In phonetics and speech science a commonly pursued aim is to analyze the spectrum of speech as completely as possible, to obtain information about the speech articulation and the specific auditory attributes which characterize speech sounds or “phonemes” (conso- nants and vowels). Spectrum analysis can further our understanding of the variety of sounds in language (a linguis- tic pursuit), and can also further our understanding of the fundamental nature of normal and disordered speech.1
Fourier spectrum and spectrogram
The simplest form of spectrum analysis is the Fourier power spectrum with which readers are probably familiar. Although this is not a function of time, and therefore involves an assumption of stationarity across the signal frame analyzed, it is still of some utility for speech analysis. The Fourier spectrum is particularly useful for examining the spectral characteristics of speech sounds whose steady state is very important, such as fricative consonants (e.g., ‘s’ and ‘sh’). Because such sounds are chiefly noisy, it can be useful to apply statistical techniques such as ensemble averaging to examine their spectra.
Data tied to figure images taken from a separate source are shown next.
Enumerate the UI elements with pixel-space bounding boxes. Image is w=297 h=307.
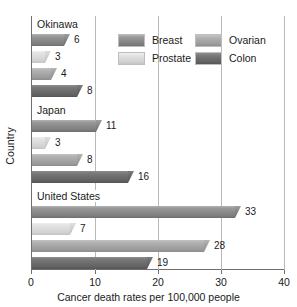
bar-tip bbox=[45, 137, 51, 149]
bar-value-united-states-prostate: 7 bbox=[80, 223, 86, 235]
x-tick-0 bbox=[31, 270, 32, 274]
bar-shaft bbox=[32, 223, 70, 235]
bar-tip bbox=[77, 154, 83, 166]
bar-shaft bbox=[32, 257, 147, 269]
x-tick-30 bbox=[221, 270, 222, 274]
bar-shaft bbox=[32, 206, 235, 218]
legend-item-breast[interactable]: Breast bbox=[118, 31, 191, 49]
bar-tip bbox=[128, 171, 134, 183]
bar-japan-colon[interactable] bbox=[32, 171, 134, 183]
bar-okinawa-ovarian[interactable] bbox=[32, 68, 57, 80]
breast-swatch-icon bbox=[118, 34, 145, 47]
bar-shaft bbox=[32, 85, 77, 97]
bar-value-okinawa-ovarian: 4 bbox=[61, 68, 67, 80]
bar-shaft bbox=[32, 34, 64, 46]
legend-label-breast: Breast bbox=[152, 34, 182, 46]
group-label-okinawa: Okinawa bbox=[35, 18, 80, 30]
bar-japan-breast[interactable] bbox=[32, 120, 102, 132]
x-tick-label-0: 0 bbox=[16, 276, 46, 288]
bar-japan-ovarian[interactable] bbox=[32, 154, 83, 166]
bar-tip bbox=[96, 120, 102, 132]
x-tick-label-40: 40 bbox=[269, 276, 297, 288]
bar-value-okinawa-colon: 8 bbox=[87, 85, 93, 97]
bar-shaft bbox=[32, 68, 51, 80]
bar-value-japan-breast: 11 bbox=[106, 120, 116, 132]
x-tick-10 bbox=[95, 270, 96, 274]
bar-value-japan-ovarian: 8 bbox=[87, 154, 93, 166]
gridline-40 bbox=[284, 16, 285, 270]
bar-tip bbox=[204, 240, 210, 252]
bar-value-okinawa-breast: 6 bbox=[74, 34, 80, 46]
legend-label-ovarian: Ovarian bbox=[229, 34, 266, 46]
bar-value-japan-colon: 16 bbox=[138, 171, 149, 183]
bar-shaft bbox=[32, 51, 45, 63]
x-axis-title: Cancer death rates per 100,000 people bbox=[0, 291, 297, 303]
bar-tip bbox=[51, 68, 57, 80]
y-axis-title: Country bbox=[4, 114, 16, 178]
prostate-swatch-icon bbox=[118, 52, 145, 65]
x-tick-label-10: 10 bbox=[80, 276, 110, 288]
legend-column-right: Ovarian Colon bbox=[195, 31, 266, 67]
legend-label-prostate: Prostate bbox=[152, 52, 191, 64]
bar-value-okinawa-prostate: 3 bbox=[55, 51, 61, 63]
bar-shaft bbox=[32, 120, 96, 132]
colon-swatch-icon bbox=[195, 52, 222, 65]
bar-value-japan-prostate: 3 bbox=[55, 137, 61, 149]
bar-tip bbox=[64, 34, 70, 46]
bar-value-united-states-breast: 33 bbox=[245, 206, 256, 218]
bar-tip bbox=[77, 85, 83, 97]
bar-chart: Country Okinawa 6 3 4 8 Japan bbox=[0, 0, 297, 307]
legend-item-colon[interactable]: Colon bbox=[195, 49, 266, 67]
bar-okinawa-breast[interactable] bbox=[32, 34, 70, 46]
legend-item-prostate[interactable]: Prostate bbox=[118, 49, 191, 67]
group-label-united-states: United States bbox=[35, 190, 102, 202]
x-tick-40 bbox=[284, 270, 285, 274]
bar-shaft bbox=[32, 240, 204, 252]
x-tick-label-30: 30 bbox=[206, 276, 236, 288]
bar-value-united-states-colon: 19 bbox=[157, 257, 168, 269]
bar-shaft bbox=[32, 137, 45, 149]
ovarian-swatch-icon bbox=[195, 34, 222, 47]
bar-united-states-colon[interactable] bbox=[32, 257, 153, 269]
bar-united-states-breast[interactable] bbox=[32, 206, 241, 218]
bar-tip bbox=[45, 51, 51, 63]
bar-okinawa-prostate[interactable] bbox=[32, 51, 51, 63]
bar-value-united-states-ovarian: 28 bbox=[214, 240, 225, 252]
x-tick-label-20: 20 bbox=[143, 276, 173, 288]
gridline-10 bbox=[95, 16, 96, 270]
bar-united-states-ovarian[interactable] bbox=[32, 240, 210, 252]
bar-tip bbox=[147, 257, 153, 269]
bar-united-states-prostate[interactable] bbox=[32, 223, 76, 235]
bar-okinawa-colon[interactable] bbox=[32, 85, 83, 97]
x-tick-20 bbox=[158, 270, 159, 274]
legend-column-left: Breast Prostate bbox=[118, 31, 191, 67]
bar-shaft bbox=[32, 171, 128, 183]
legend-item-ovarian[interactable]: Ovarian bbox=[195, 31, 266, 49]
bar-japan-prostate[interactable] bbox=[32, 137, 51, 149]
legend-label-colon: Colon bbox=[229, 52, 256, 64]
bar-tip bbox=[235, 206, 241, 218]
bar-tip bbox=[70, 223, 76, 235]
bar-shaft bbox=[32, 154, 77, 166]
group-label-japan: Japan bbox=[35, 104, 68, 116]
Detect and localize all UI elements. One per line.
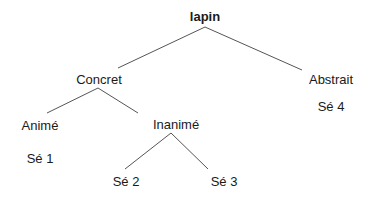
node-se2: Sé 2 xyxy=(113,175,140,189)
edge-inanime-se2 xyxy=(125,133,171,169)
edge-concret-anime xyxy=(47,88,98,113)
node-concret: Concret xyxy=(76,73,122,87)
edge-inanime-se3 xyxy=(171,133,208,169)
node-se4: Sé 4 xyxy=(318,100,345,114)
node-se1: Sé 1 xyxy=(27,152,54,166)
node-lapin: lapin xyxy=(190,10,220,24)
node-anime: Animé xyxy=(22,119,59,133)
node-inanime: Inanimé xyxy=(153,118,199,132)
edge-concret-inanime xyxy=(98,88,138,113)
edge-lapin-concret xyxy=(118,27,205,68)
node-se3: Sé 3 xyxy=(211,175,238,189)
edge-lapin-abstrait xyxy=(205,27,302,70)
node-abstrait: Abstrait xyxy=(309,73,353,87)
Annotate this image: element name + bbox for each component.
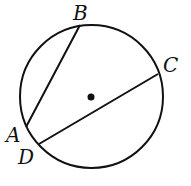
label-a: A [4, 123, 20, 147]
chord-ab [26, 25, 80, 127]
label-b: B [72, 1, 88, 25]
label-d: D [17, 145, 34, 169]
center-dot [88, 94, 95, 101]
chord-dc [39, 74, 158, 144]
circle-diagram: B C A D [0, 0, 191, 186]
label-c: C [163, 53, 178, 77]
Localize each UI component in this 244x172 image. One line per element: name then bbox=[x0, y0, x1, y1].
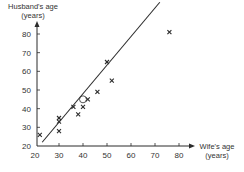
x-tick-label: 30 bbox=[55, 151, 64, 160]
data-point-x-marker bbox=[38, 133, 42, 137]
scatter-chart: Husband's age (years) Wife's age (years)… bbox=[0, 0, 244, 172]
axes bbox=[35, 21, 196, 149]
y-axis-title: Husband's age (years) bbox=[8, 2, 58, 20]
annotations bbox=[80, 96, 87, 103]
x-axis-title-line2: (years) bbox=[205, 151, 229, 160]
x-axis-title: Wife's age (years) bbox=[200, 142, 235, 160]
y-tick-label: 40 bbox=[22, 105, 31, 114]
data-point-x-marker bbox=[105, 60, 109, 64]
y-axis-title-line1: Husband's age bbox=[8, 2, 58, 11]
data-point-x-marker bbox=[57, 120, 61, 124]
x-tick-label: 20 bbox=[31, 151, 40, 160]
x-tick-label: 50 bbox=[103, 151, 112, 160]
x-axis-arrow-icon bbox=[189, 144, 195, 149]
data-point-x-marker bbox=[57, 129, 61, 133]
data-point-x-marker bbox=[110, 79, 114, 83]
data-point-x-marker bbox=[81, 105, 85, 109]
x-tick-label: 60 bbox=[127, 151, 136, 160]
x-axis-title-line1: Wife's age bbox=[200, 142, 235, 151]
y-axis-title-line2: (years) bbox=[21, 11, 45, 20]
y-axis-arrow-icon bbox=[35, 21, 40, 27]
x-tick-label: 70 bbox=[151, 151, 160, 160]
data-point-x-marker bbox=[57, 116, 61, 120]
y-tick-label: 70 bbox=[22, 49, 31, 58]
y-tick-label: 50 bbox=[22, 86, 31, 95]
data-point-x-marker bbox=[167, 30, 171, 34]
y-tick-label: 60 bbox=[22, 67, 31, 76]
y-tick-label: 20 bbox=[22, 142, 31, 151]
x-tick-label: 80 bbox=[175, 151, 184, 160]
data-point-x-marker bbox=[95, 90, 99, 94]
y-tick-label: 30 bbox=[22, 123, 31, 132]
y-tick-label: 80 bbox=[22, 30, 31, 39]
data-points bbox=[38, 30, 172, 137]
x-tick-label: 40 bbox=[79, 151, 88, 160]
data-point-x-marker bbox=[76, 112, 80, 116]
mean-point-circle-icon bbox=[80, 96, 87, 103]
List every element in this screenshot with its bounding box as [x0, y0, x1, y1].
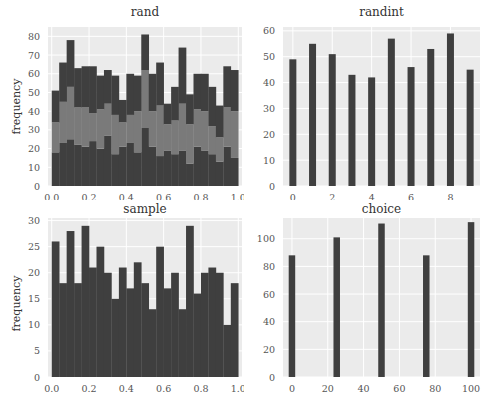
histogram-bar [59, 283, 67, 377]
histogram-bar [97, 76, 105, 110]
histogram-bar [208, 87, 216, 126]
y-tick-label: 25 [28, 241, 40, 252]
histogram-bar [164, 288, 172, 377]
histogram-bar [216, 162, 224, 186]
histogram-bar [74, 68, 82, 107]
x-tick-label: 0.8 [193, 192, 208, 200]
y-tick-label: 30 [28, 124, 40, 135]
plot-area: 010203040506002468 [244, 0, 488, 200]
histogram-bar [149, 147, 157, 186]
histogram-bar [179, 104, 187, 151]
histogram-bar [119, 100, 127, 122]
histogram-bar [104, 273, 112, 377]
histogram-bar [52, 122, 60, 152]
histogram-bar [156, 247, 164, 377]
histogram-bar [194, 147, 202, 186]
histogram-bar [149, 111, 157, 147]
chart-rand: rand frequency 010203040506070800.00.20.… [0, 0, 244, 200]
histogram-bar [231, 111, 239, 158]
histogram-bar [134, 76, 142, 112]
bar [388, 39, 395, 186]
histogram-bar [216, 137, 224, 161]
histogram-bar [67, 231, 75, 377]
histogram-bar [111, 154, 119, 186]
histogram-bar [216, 273, 224, 377]
x-tick-label: 1.0 [231, 383, 244, 394]
bar [427, 49, 434, 186]
x-tick-label: 0.6 [156, 383, 171, 394]
histogram-bar [82, 107, 90, 146]
y-tick-label: 0 [34, 372, 40, 383]
histogram-bar [126, 288, 134, 377]
histogram-bar [201, 111, 209, 150]
y-tick-label: 0 [269, 181, 275, 192]
histogram-bar [119, 268, 127, 377]
bar [333, 237, 340, 377]
histogram-bar [231, 158, 239, 186]
histogram-bar [179, 309, 187, 377]
x-tick-label: 0 [289, 383, 295, 394]
histogram-bar [223, 325, 231, 377]
y-tick-label: 60 [263, 25, 275, 36]
y-tick-label: 10 [263, 155, 275, 166]
histogram-bar [97, 149, 105, 186]
y-tick-label: 20 [28, 143, 40, 154]
y-tick-label: 30 [263, 103, 275, 114]
bar [368, 77, 375, 186]
y-tick-label: 20 [263, 344, 275, 355]
histogram-bar [111, 299, 119, 377]
histogram-bar [141, 128, 149, 186]
histogram-bar [201, 150, 209, 186]
histogram-bar [74, 107, 82, 144]
x-tick-label: 0.8 [193, 383, 208, 394]
histogram-bar [208, 268, 216, 377]
y-tick-label: 50 [28, 87, 40, 98]
x-tick-label: 0.2 [81, 192, 96, 200]
chart-sample: sample frequency 0510152025300.00.20.40.… [0, 200, 244, 405]
histogram-bar [74, 145, 82, 186]
histogram-bar [119, 147, 127, 186]
bar [289, 59, 296, 186]
y-tick-label: 100 [257, 233, 275, 244]
y-tick-label: 20 [263, 129, 275, 140]
x-tick-label: 6 [408, 192, 414, 200]
histogram-bar [179, 150, 187, 186]
histogram-bar [97, 247, 105, 377]
bar [467, 70, 474, 186]
histogram-bar [186, 164, 194, 186]
y-tick-label: 60 [263, 289, 275, 300]
histogram-bar [186, 94, 194, 124]
histogram-bar [52, 91, 60, 123]
histogram-bar [111, 115, 119, 154]
histogram-bar [171, 154, 179, 186]
histogram-bar [134, 262, 142, 377]
histogram-bar [201, 74, 209, 111]
bar [423, 255, 430, 377]
histogram-bar [126, 74, 134, 115]
histogram-bar [194, 294, 202, 377]
plot-area: 0510152025300.00.20.40.60.81.0 [0, 200, 244, 405]
y-tick-label: 80 [28, 31, 40, 42]
y-tick-label: 40 [263, 316, 275, 327]
histogram-bar [104, 70, 112, 104]
plot-area: 010203040506070800.00.20.40.60.81.0 [0, 0, 244, 200]
histogram-bar [52, 152, 60, 186]
histogram-bar [201, 273, 209, 377]
histogram-bar [164, 124, 172, 150]
histogram-bar [134, 111, 142, 152]
histogram-bar [164, 150, 172, 186]
histogram-bar [223, 107, 231, 146]
chart-choice: choice 020406080100020406080100 [244, 200, 488, 405]
y-tick-label: 15 [28, 293, 40, 304]
bar [378, 224, 385, 377]
bar [329, 54, 336, 186]
y-tick-label: 50 [263, 51, 275, 62]
x-tick-label: 80 [429, 383, 441, 394]
histogram-bar [194, 109, 202, 146]
histogram-bar [74, 283, 82, 377]
histogram-bar [52, 241, 60, 377]
histogram-bar [171, 273, 179, 377]
histogram-bar [164, 104, 172, 125]
histogram-bar [104, 104, 112, 136]
x-tick-label: 4 [369, 192, 375, 200]
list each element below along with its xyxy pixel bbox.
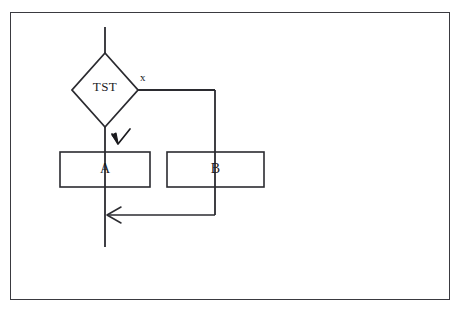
flowchart-canvas (0, 0, 459, 316)
edge-label-x: x (140, 72, 154, 83)
decision-label-tst: TST (75, 80, 135, 93)
diagram-page: TST A B x (0, 0, 459, 316)
process-label-b: B (167, 162, 264, 176)
handdrawn-check-icon (112, 129, 130, 144)
process-label-a: A (60, 162, 150, 176)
The natural extension of the Fourier transform to the time-frequency plane is provided by the short-time Fourier transform (STFT), which, in digital form, is essentially a time-frequency grid of complex numbers. Each frequency column of this matrix at a given time point is the discrete Fourier transform of the analysis window on the signal at that time. The log magnitude of the STFT matrix is tradi- tionally called the spectrogram, and has long been a popu- lar means of examining the spectrum of speech as it changes through time. Figure 1 shows a speech signal waveform, together with a very brief window cut from the signal during the vowel. It is this type of short window, suitably tapered (e.g., by multiplication with a Gaussian function), that can be used to create a spectrogram using power spectra of successive overlapped windows as shown in Fig. 2.